I moved from gentoo to sabotage linux.
https://github.com/sabotage-linux/sabotage
Having fun with it, but waiting for sta.li.

Regards,
-- 
Henrique Lengler



Re: [dev] Operating system choice

2014-11-19 Thread Lee Fallat
On Wed, Nov 19, 2014 at 1:19 PM, Josh Lawrence  wrote:
> Hello list,
>
Hey!
>
> So for those of you that participate in the suckless community in some
> way:  What do you run on your computer, and why?
>
I used Debian stable for a long time because obviously it provided
stability in an environment where I needed it, which is my laptop
which is extremely general purpose. I like the philosophy of actually
being able to use your computer for everything it's capable of. Being
pragmatic is important while working.

Turns out though Debian stable has stomped on my foot a few times
because of out dated packages. A flawless upgrade to Debian testing
was done. I was extremely happy it was just an hour or so of waiting,
reboot and I was in Debian testing.

I would like to use an alternative OS, such as OpenBSD or Plan 9 full
time, but I don't have the resources. Resources in this case are
servers running mainstream OSs to run services and tools like apache,
database software, 3d modeling software and so on. I would like to be
able to learn more about USB, VGA standards and creating device
drivers so I don't have to worry too much about hardware support.
Maybe it'll be a good project for when I'm 50.

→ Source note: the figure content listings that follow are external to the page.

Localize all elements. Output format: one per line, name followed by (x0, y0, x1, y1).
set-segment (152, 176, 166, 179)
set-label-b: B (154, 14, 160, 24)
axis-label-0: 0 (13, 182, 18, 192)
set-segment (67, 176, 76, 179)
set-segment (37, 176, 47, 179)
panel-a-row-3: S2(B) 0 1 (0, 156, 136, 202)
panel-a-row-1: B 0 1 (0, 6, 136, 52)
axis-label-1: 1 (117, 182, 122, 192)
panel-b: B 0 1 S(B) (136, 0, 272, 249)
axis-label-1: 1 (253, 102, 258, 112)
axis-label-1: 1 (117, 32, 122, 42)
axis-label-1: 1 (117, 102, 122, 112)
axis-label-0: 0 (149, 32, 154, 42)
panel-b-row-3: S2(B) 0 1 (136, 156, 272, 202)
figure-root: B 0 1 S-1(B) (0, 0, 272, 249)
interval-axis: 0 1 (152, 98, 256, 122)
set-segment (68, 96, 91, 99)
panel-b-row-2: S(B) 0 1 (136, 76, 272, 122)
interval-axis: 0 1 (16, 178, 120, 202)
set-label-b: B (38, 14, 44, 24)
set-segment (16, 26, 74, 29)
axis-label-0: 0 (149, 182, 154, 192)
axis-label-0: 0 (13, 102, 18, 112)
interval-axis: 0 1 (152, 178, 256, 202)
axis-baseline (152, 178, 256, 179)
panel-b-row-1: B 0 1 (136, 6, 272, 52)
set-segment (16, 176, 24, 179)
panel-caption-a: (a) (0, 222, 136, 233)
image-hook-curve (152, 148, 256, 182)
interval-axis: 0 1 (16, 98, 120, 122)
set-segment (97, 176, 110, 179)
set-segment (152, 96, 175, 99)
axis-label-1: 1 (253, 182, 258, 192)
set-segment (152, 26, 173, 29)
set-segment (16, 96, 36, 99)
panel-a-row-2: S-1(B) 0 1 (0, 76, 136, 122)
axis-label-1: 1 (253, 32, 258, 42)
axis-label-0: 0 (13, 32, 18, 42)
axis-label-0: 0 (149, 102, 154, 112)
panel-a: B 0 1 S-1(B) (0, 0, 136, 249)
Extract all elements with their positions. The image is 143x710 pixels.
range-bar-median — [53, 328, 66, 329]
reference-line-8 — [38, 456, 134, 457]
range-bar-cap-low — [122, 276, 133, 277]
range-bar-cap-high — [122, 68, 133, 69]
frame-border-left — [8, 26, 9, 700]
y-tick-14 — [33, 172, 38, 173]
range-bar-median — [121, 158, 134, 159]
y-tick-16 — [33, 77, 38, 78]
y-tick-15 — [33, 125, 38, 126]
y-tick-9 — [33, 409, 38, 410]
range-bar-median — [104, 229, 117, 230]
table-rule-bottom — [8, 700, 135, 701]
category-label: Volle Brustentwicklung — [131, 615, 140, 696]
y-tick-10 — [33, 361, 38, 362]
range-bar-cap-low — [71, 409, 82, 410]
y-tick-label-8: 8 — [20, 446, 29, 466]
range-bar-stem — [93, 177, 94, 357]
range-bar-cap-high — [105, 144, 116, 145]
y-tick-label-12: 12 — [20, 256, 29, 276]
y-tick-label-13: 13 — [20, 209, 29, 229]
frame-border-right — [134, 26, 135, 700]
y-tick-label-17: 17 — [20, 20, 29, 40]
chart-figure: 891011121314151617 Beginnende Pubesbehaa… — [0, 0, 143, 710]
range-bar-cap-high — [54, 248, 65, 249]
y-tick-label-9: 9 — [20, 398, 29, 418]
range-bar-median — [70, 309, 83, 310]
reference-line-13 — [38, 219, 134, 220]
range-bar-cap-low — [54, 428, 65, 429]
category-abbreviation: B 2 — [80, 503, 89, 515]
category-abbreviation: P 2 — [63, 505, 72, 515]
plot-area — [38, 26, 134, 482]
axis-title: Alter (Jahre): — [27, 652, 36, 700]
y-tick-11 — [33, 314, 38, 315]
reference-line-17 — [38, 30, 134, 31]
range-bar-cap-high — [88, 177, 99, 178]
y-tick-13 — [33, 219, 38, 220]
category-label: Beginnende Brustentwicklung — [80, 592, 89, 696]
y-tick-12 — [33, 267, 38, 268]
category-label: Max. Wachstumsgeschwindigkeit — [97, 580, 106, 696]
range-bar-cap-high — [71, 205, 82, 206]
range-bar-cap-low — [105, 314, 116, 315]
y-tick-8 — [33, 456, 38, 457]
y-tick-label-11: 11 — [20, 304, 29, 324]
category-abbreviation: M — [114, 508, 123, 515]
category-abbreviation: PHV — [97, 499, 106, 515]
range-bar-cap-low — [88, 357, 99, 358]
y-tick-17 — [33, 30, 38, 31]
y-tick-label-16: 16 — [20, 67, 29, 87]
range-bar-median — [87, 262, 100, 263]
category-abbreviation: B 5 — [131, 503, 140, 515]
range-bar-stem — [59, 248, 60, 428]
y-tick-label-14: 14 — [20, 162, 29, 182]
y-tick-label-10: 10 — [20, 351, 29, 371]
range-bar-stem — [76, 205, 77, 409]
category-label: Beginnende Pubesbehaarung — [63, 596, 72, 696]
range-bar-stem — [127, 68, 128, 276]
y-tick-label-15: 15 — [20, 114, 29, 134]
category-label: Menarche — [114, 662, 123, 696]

Re: [dev] Operating system choice

2014-11-19 Thread Bryan Bennett
On Wed, Nov 19, 2014 at 1:19 PM, Josh Lawrence  wrote:
> So for those of you that participate in the suckless community in some
> way:  What do you run on your computer, and why?

Crux at home, as I like it's simplicity coupled with customizability. Arch
at work solely because of the ease of maintenance (and I don't particularly
care what init system etc this machine uses, just that I can get the software
I want at the version I want.)



Re: [dev] Operating system choice

2014-11-19 Thread FRIGN
On Wed, 19 Nov 2014 12:19:15 -0600
Josh Lawrence  wrote:

Hey Josh,

> So for those of you that participate in the suckless community in some
> way:  What do you run on your computer, and why?

It's a matter of taste, but I absolutely prefer Gentoo for Linux stuff
because of its great flexibility. Alpine Linux, Morpheus and OpenBSD should
be very good, as well, but I don't have the incentive to switch.

Cheers

FRIGN

-- 
FRIGN 



[dev] Operating system choice

2014-11-19 Thread Josh Lawrence
Hello list,

I'm curious to know what flavor of *nix people on this list use on a
day-to-day basis.  I've recall that some have mentioned using OpenBSD,
and I recently saw a reference to Fedora which, to be honest,
surprised me.

This thread came up in my search:

http://lists.suckless.org/dev/1006/4706.html

...but 2010 is a long time ago in "Internet years," so I thought the
topic would be worth revisiting.  While these types of threads are
viewed by some as a waste of time, I usually learn something from
them.

So for those of you that participate in the suckless community in some
way:  What do you run on your computer, and why?